Validity Idea
This article gives an intuitive explanation of why smoothed conformal predictors are valid in the on-line prediction protocol: the random variables ⚠ $\text{err}_1,\text{err}_2,\ldots$
are independent Bernoulli with parameter ⚠ $\epsilon$
(see the article about conformal prediction for the definitions). Our heuristic explanation will ignore the difference between conformal predictors and smoothed conformal predictors.
Let us show first that the probability that ⚠ $\text{err}_n=1$
is approximately ⚠ $\epsilon$
. We will even show that the conditional probability, given the bag of the first ⚠ $n$
observations, that ⚠ $\text{err}_n=1$
is approximately ⚠ $\epsilon$
. The bag of observations determines the bag of the alphas; because of the randomness assumption all orderings of the alphas have the same probability (⚠ $1/n!$
). An error is made (⚠ $\text{err}_n=1$
) if and only if the p-value ⚠ $p_{y_n}$
corresponding to the true label is ⚠ ${}\le\epsilon$
if and only if ⚠ $\alpha_n$
is among the ⚠ $\epsilon n$
largest ⚠ $\alpha_i$
. And the last event has probability ⚠ $\epsilon$
.
Let us see that ⚠ $\text{err}_1,\text{err}_2,\ldots$
are independent. It suffices to show that, for each ⚠ $n$
, ⚠ $\text{err}_1,\ldots,\text{err}_n$
are independent. Fix ⚠ $n$
. It suffices to show that ⚠ $err_n,\ldots,err_1$
are independent. We will show that they are independent given the bag of the first ⚠ $n$
observations. We already know that the probability of ⚠ $\text{err}_n=1$
, given the bag, is ⚠ $\epsilon$
. Draw ⚠ $(x_n,y_n)$
from the bag. The same argument shows that the probability of ⚠ $\text{err}_{n-1}=1$
, given the bag and ⚠ $(x_n,y_n)$
, is ⚠ $\epsilon$
. Therefore, the probability of ⚠ $\text{err}_{n-1}=1$
, given the bag and ⚠ $\text{err}_n$
, is ⚠ $\epsilon$
. In the same way we obtain that ⚠ $\epsilon$
is the probability of ⚠ $\text{err}_{n-2}=1$
, given the bag and ⚠ $\text{err}_n,\text{err}_{n-1}$
.
For a formal proof see, e.g., Vovk et al. (2005), Theorem 8.1. For a less general but easier to understand proof, see Vovk (2002), Theorem 1.
Bibliography
- Vladimir Vovk, Alexander Gammerman and Glenn Shafer. Algorithmic Learning in a Random World. New York: Springer, 2005.
- Vladimir Vovk. On-line confidence machines are well-calibrated. FOCS 2002.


DESCRIPTION OF THE TASK ::
Please transcribe the listing below in full, exactly as written, leaving out its pictures.

** INPUT DATA follows **

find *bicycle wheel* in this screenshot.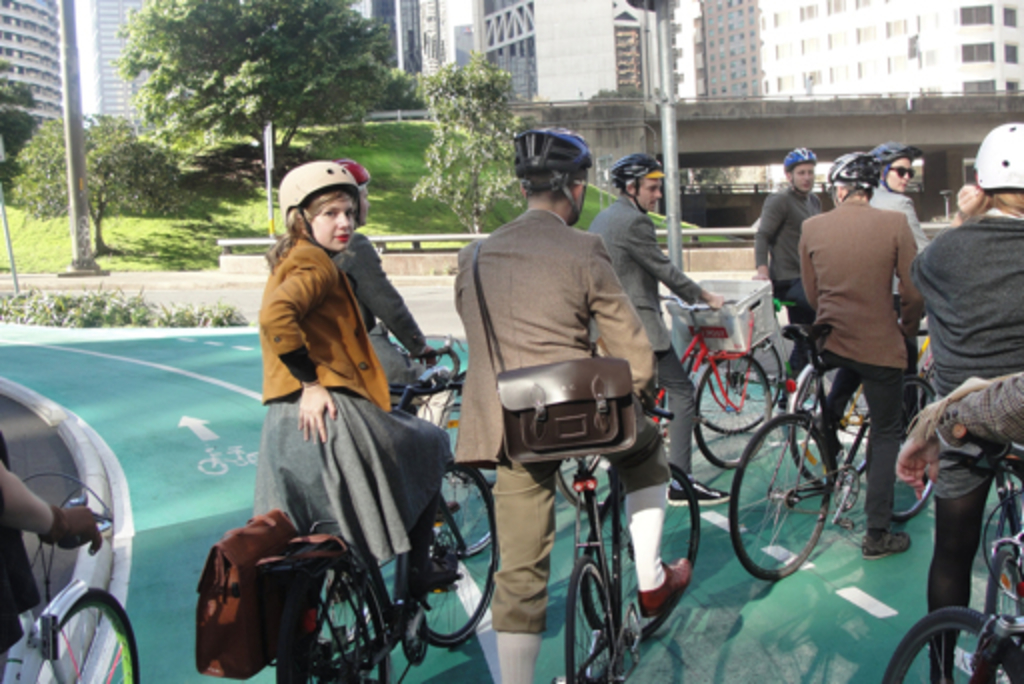
The bounding box for *bicycle wheel* is 584:458:700:640.
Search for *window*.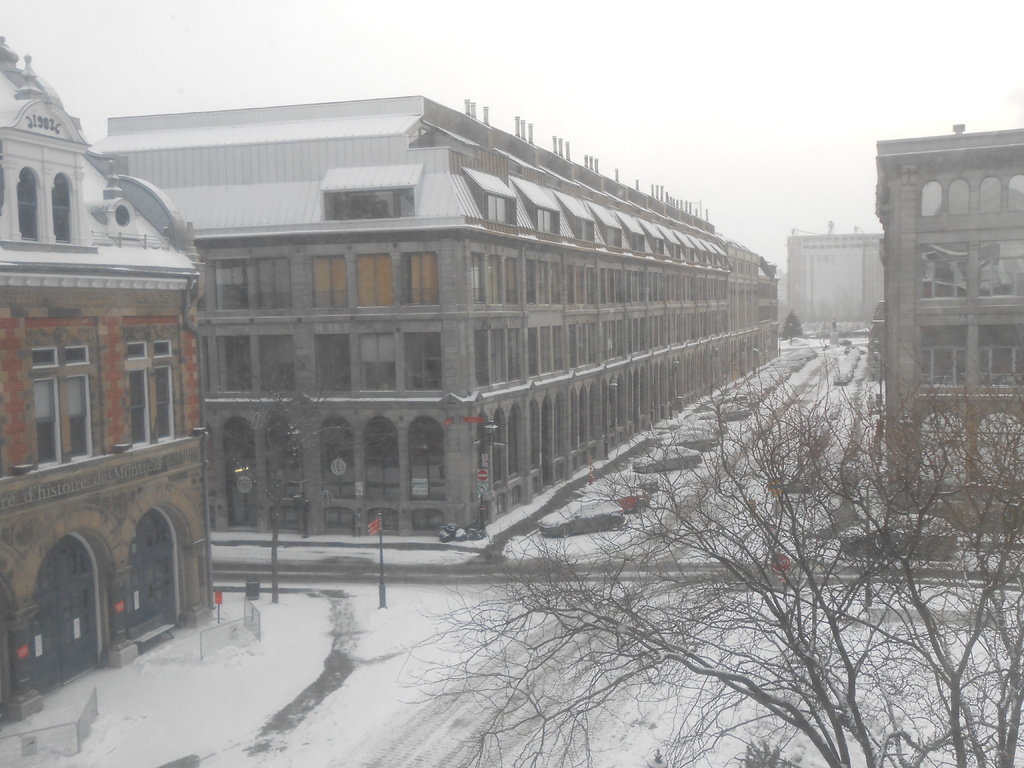
Found at 258 258 290 314.
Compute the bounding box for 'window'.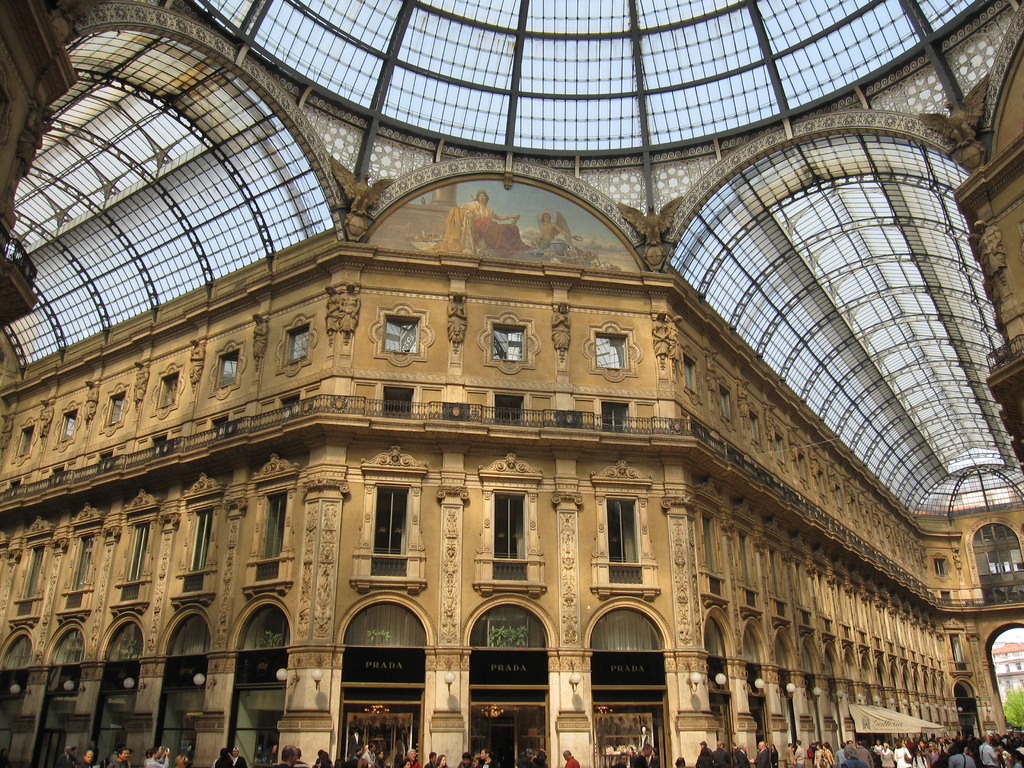
pyautogui.locateOnScreen(368, 302, 436, 368).
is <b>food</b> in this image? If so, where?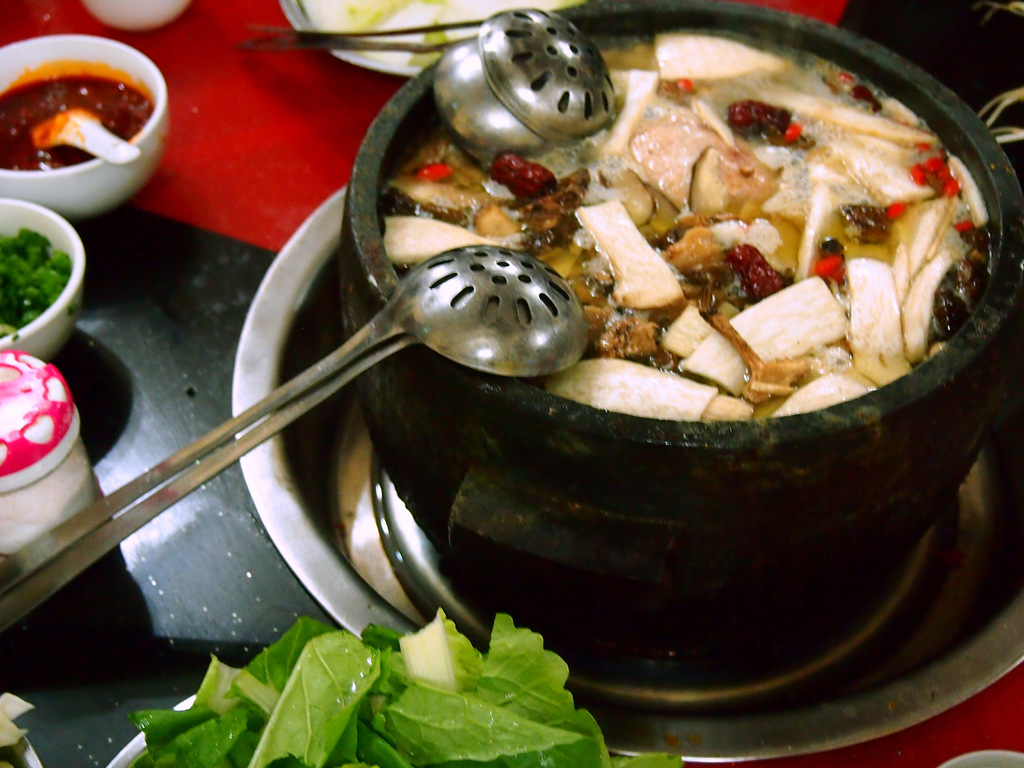
Yes, at pyautogui.locateOnScreen(0, 220, 65, 344).
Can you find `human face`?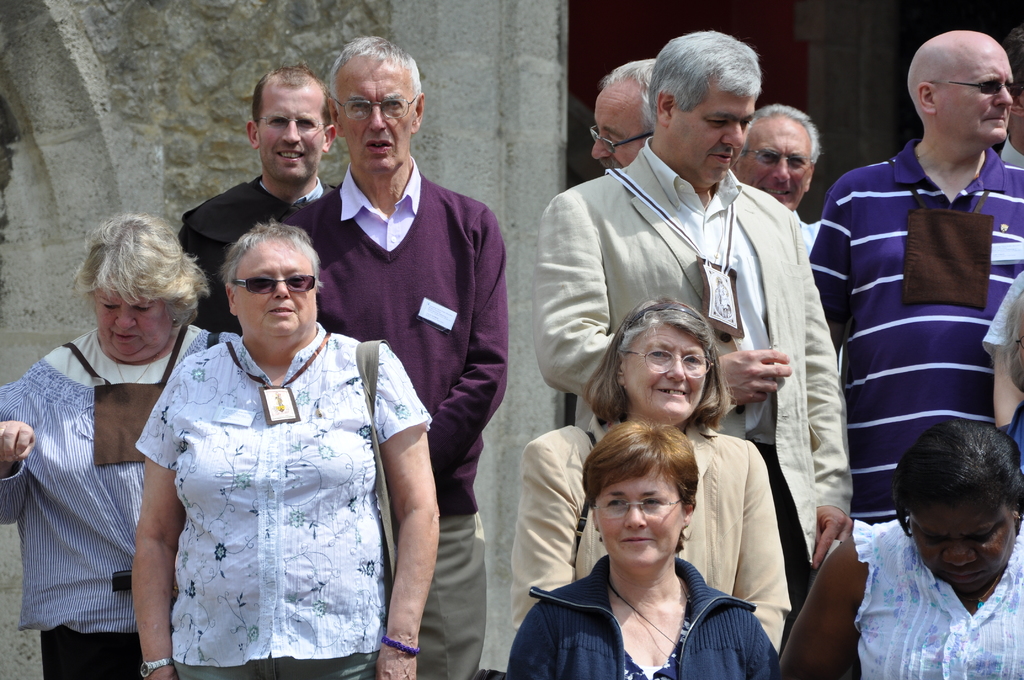
Yes, bounding box: locate(591, 109, 651, 174).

** End of INPUT DATA **

EXPECTED ANSWER ::
find *bicycle wheel* in this screenshot.
The bounding box for *bicycle wheel* is 584:458:700:640.
Search for *window*.
Found at 258 258 290 314.
Compute the bounding box for 'window'.
pyautogui.locateOnScreen(368, 302, 436, 368).
is <b>food</b> in this image? If so, where?
Yes, at pyautogui.locateOnScreen(0, 220, 65, 344).
Can you find `human face`?
Yes, bounding box: locate(591, 109, 651, 174).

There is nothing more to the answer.